An outbreak of mumps here in recent weeks may not spread much further, health officials believe, but it serves as a reminder that the infection once a rite of passage for generations of swollen-cheeked schoolchildren stubbornly refuses to go away — despite a vaccine.

Ten cases of mumps in adult men, ranging from their early 20s to 80, were reported in Bexar County last week. Nine were inmates at the Bexar County Jail, and the 10th and oldest was a close contact of an inmate.

Medical records show at least several had been vaccinated or had contracted mumps years ago. Two required hospitalization. An 11th, unrelated case was reported in May.

Only 35 other cases have been reported throughout Texas this year — 16 of those in adults.

“People who have been immunized are coming down with it,” said Roger Sanchez, senior epidemiologist with the Metropolitan Health District. “We have two guys that gave us excellent (documented) histories of having had mumps, and they came down with it.”

Less than two decades ago, mumps was on a very short list of diseases that experts identified as possible to eradicate. That now seems unlikely anytime soon. A 2006 outbreak that began in Iowa and another still smoldering in New York and New Jersey have infected thousands.

The New York outbreak began in 2009 when an unvaccinated 11-year-old boy traveled to England, where mumps cases are widespread because of disproven fears that the combined measles, mumps and rubella vaccine causes autism.

That boy returned home and infected others at a religious-oriented camp — an outbreak that by January had infected more than 1,500 people. Most of them had been vaccinated, and almost all were linked to the same religious community. That makes it similar to many outbreaks that occur with long periods of exposure in confined spaces such as classrooms, dormitories and jails.

The mumps vaccine is only 85 to 90 percent effective, said Dr. Greg Wallace, a medical officer with the viral division of the Centers for Disease Control and Prevention.

“So if you have enough exposure to the virus, it is possible for people who get vaccinated to develop the disease,” he said.

The good news is that mumps is a lot harder to catch than measles, although both are spread by coughs and sneezes, he added.

“Even when there are these pockets of mumps outbreaks, they tend to stay in whatever community it took hold,” he said. “And why it sometimes takes hold and sometimes it doesn’t, we don’t know.”

Also, mumps isn’t typically as serious an illness as measles, for example, although in rare cases it can cause encephalitis. However, it can make people miserable through swelling of the salivary glands or — in older boys and men — of the testicles, a complication that can cause sterility.

“We say that people don’t care about mumps until they get it,” Wallace said. “It’s not pleasant. It can be asymptomatic, but you can have a fairly painful course, depending on where you get infected.”

While the MMR vaccine became widely used in the mid-1970s, and a booster shot was added in 1989, experts are debating whether another booster might help. Two studies are under way in New York and Guam that might shed light on the question, Wallace said.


§ **Task details**:
In the material below, how many lines contain the word "ugaztunak"? The reply must be that number alone.

§ **Dataset entries**:
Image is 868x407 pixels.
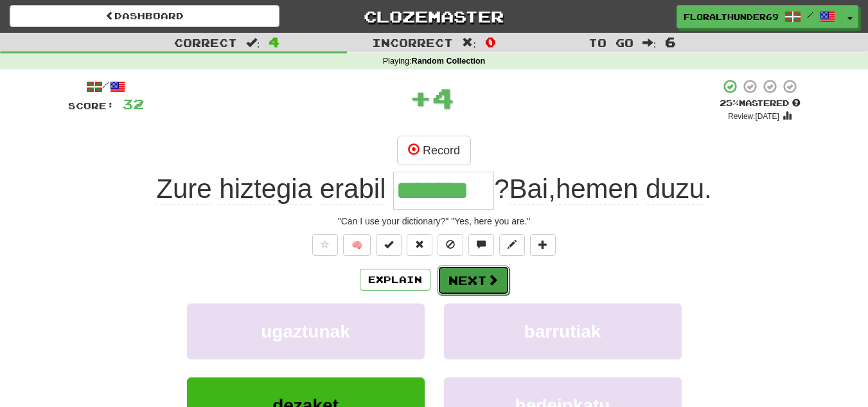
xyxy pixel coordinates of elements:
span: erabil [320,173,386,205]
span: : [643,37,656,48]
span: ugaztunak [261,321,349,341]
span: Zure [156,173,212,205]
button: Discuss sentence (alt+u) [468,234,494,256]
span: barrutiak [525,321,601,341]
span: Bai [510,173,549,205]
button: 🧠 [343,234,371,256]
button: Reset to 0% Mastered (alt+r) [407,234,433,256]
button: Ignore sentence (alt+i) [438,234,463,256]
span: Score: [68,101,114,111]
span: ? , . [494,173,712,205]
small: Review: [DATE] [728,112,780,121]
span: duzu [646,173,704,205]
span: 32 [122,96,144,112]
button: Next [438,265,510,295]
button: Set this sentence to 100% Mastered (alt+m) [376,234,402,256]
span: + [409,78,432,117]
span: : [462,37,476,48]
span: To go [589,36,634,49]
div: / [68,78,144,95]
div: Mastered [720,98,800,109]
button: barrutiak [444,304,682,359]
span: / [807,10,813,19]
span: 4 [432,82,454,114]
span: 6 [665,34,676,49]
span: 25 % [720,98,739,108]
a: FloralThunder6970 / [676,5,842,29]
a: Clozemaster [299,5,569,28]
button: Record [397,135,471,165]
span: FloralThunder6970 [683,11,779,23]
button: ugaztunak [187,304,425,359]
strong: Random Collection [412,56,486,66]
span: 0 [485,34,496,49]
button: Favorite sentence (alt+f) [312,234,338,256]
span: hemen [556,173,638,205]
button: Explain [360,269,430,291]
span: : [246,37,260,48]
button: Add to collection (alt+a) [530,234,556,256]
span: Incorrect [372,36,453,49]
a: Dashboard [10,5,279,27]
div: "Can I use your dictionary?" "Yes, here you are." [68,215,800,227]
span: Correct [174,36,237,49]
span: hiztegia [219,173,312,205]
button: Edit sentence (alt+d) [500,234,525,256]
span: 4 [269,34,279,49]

§ **Written solution**:
2